I feel like a broken record saying this, but this week's readings again left me grasping for more practical details to fill in what sounded like very reasonable, well thought-out theories about how people learn.
I particularly felt this way about Wiggins and McTighe's article. The idea that teaching for understanding and transfer should be the focus of education is not a radical concept after the other readings and discussion from this class, and it's certainly a noble concept. The first thing that bothered me, though, was that the authors seemed to discuss this as the purpose of high school specifically. I know there are differences at different levels, but I would think that these would be laudable goals for teaching at any level. In particular, if you start implementing these methods in high school and your students don't really have experience with this type of learning for understanding and transfer before that level-- which would surely be the case for most schools in this country-- students are going to be confused and unclear about what's going on, because this type of teaching is so different from everything they've dealt with before.
The thing that really got me about this article, though, was the proposed "meaningful sequence" for teaching about measures of central tendency. It was a lovely plan for how to teach this concept in a way that promotes real understanding, and would probably work quite well in doing so provided the teacher really understood how to implement it. But... it just kept going on and on! The whole sequence had 12 steps, many of which were quite involved and would obviously take quite a bit of time. Now, I've never been a teacher, but the normal class period for high schools is 50 minutes, I believe. I can't ever imagine being able to accomplish everything this plan laid out in that amount of time with a group of 15-25 fifteen-year-olds. The science example discussed following the math one seemed more reasonable, but still like a lot to pack into 50 minutes when you want to get real understanding out of it. Like I said, I've never been a teacher; maybe I'm way off base here. But this really bothered me when it came to the applicability of that article.
This week's chapter of How People Learn was, as usual, a lot to take in. One big thought that crossed my mind as I read about all the ways transfer is important and how to encourage learning for transfer was the issue we talked about last week: assessment. How do you assess transfer of knowledge? Obviously, the article notes various ways that this is done, generally summatively, by asking students to solve some "real-world" problem that requires knowledge they have but have learned in a different context. But this still is a formulaic, plotted situation. The real test of transfer of knowledge is going to be when students have to get into the real world and solve real problems that depend on the knowledge they've gained through education. In those situations, the factors and context involved are almost always going to be more complicated than anything you deal with in school, as are the conditions under which you work. The chapter got at this to some degree, noting that in the "real world" collaboration and using tools are much more common and important. As an educator, you're never going to be able to actually see if the students you teach really effectively transfer those skills to the real world; you can only hope to emulate "real-world" conditions as best as possible.
I was glad that the chapter acknowledged that you have to be able to strike a balance between higher-level, abstract conceptualizations of concepts and actual "real-world" examples and problem solving when teaching; too much of one or the other isn't going to be effective. I think that's probably the hardest part of teaching for transfer, though; how do you strike this balance effectively, especially when your students have wildly different backgrounds and quite possibly wildly different futures?
Yup. Add to it that there, in most cases, are more standards than can be covered in a single year ... so then the question becomes what the role of libraries can/should be to help ...
ReplyDeleteI agree that theory on its own can be overwhelming and hard to take in at once. There is a great benefit from learning how people learn, but if you get too bogged down it might actually detract from learning!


*Task instructions:* Leave the images aside and output every entry exactly.

%%

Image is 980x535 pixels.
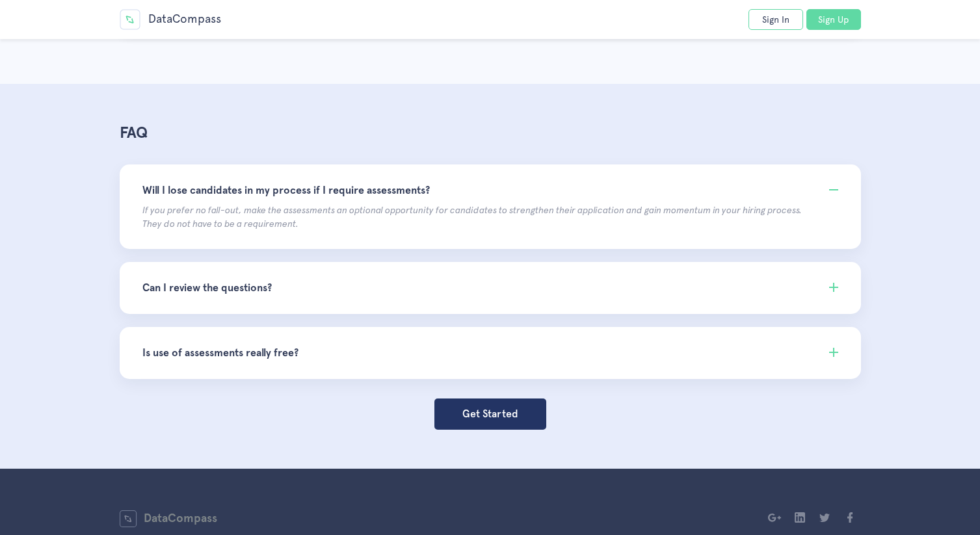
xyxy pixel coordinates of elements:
h4: Is use of assessments really free? [143,346,838,361]
h3: FAQ [120,123,861,143]
img: Data Compass [120,510,137,528]
a: Sign In [749,9,803,30]
h4: Will I lose candidates in my process if I require assessments? [143,183,838,198]
a: DataCompass [120,12,221,26]
img: Data Compass [120,9,141,30]
a: Sign Up [806,9,861,30]
h4: Can I review the questions? [143,281,838,296]
a: DataCompass [120,511,218,526]
p: If you prefer no fall-out, make the assessments an optional opportunity for candidates to strengt... [143,204,838,230]
a: Get Started [434,399,546,430]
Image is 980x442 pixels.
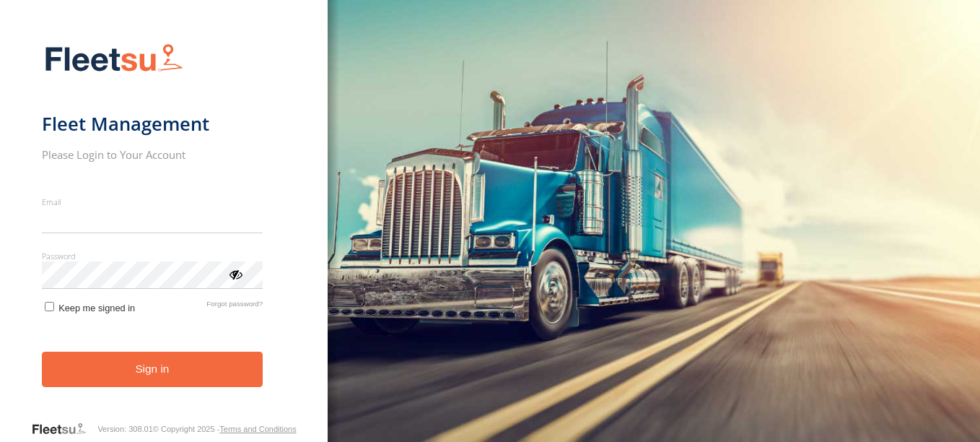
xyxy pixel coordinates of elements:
[206,299,263,314] a: Forgot password?
[31,422,98,436] a: Visit our Website
[153,424,296,433] div: © Copyright 2025 -
[42,34,287,420] form: main
[42,40,186,77] img: Fleetsu
[42,250,263,261] label: Password
[42,352,263,387] button: Sign in
[42,147,263,162] h2: Please Login to Your Account
[45,302,54,311] input: Keep me signed in
[42,112,263,136] h1: Fleet Management
[228,267,243,281] div: ViewPassword
[58,302,135,314] span: Keep me signed in
[98,424,152,433] div: Version: 308.01
[219,424,296,433] a: Terms and Conditions
[42,196,263,207] label: Email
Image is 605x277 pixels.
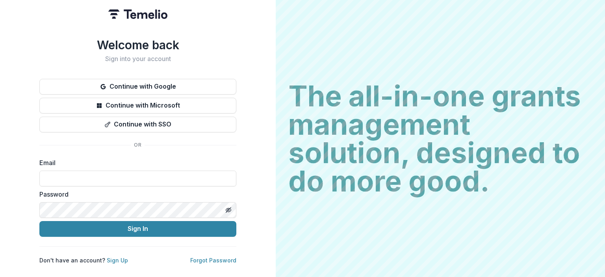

%%

*Result of the task:*
Image is 980x535 pixels.
xyxy pixel coordinates of elements:
h4: Is use of assessments really free? [143,346,838,361]
h3: FAQ [120,123,861,143]
img: Data Compass [120,510,137,528]
a: Sign In [749,9,803,30]
h4: Will I lose candidates in my process if I require assessments? [143,183,838,198]
a: DataCompass [120,12,221,26]
img: Data Compass [120,9,141,30]
a: Sign Up [806,9,861,30]
h4: Can I review the questions? [143,281,838,296]
a: DataCompass [120,511,218,526]
p: If you prefer no fall-out, make the assessments an optional opportunity for candidates to strengt... [143,204,838,230]
a: Get Started [434,399,546,430]
Image is 980x442 pixels.
xyxy pixel coordinates of elements:
[206,299,263,314] a: Forgot password?
[31,422,98,436] a: Visit our Website
[153,424,296,433] div: © Copyright 2025 -
[42,34,287,420] form: main
[42,40,186,77] img: Fleetsu
[42,250,263,261] label: Password
[42,352,263,387] button: Sign in
[42,147,263,162] h2: Please Login to Your Account
[45,302,54,311] input: Keep me signed in
[42,112,263,136] h1: Fleet Management
[228,267,243,281] div: ViewPassword
[58,302,135,314] span: Keep me signed in
[98,424,152,433] div: Version: 308.01
[219,424,296,433] a: Terms and Conditions
[42,196,263,207] label: Email
Image is 605x277 pixels.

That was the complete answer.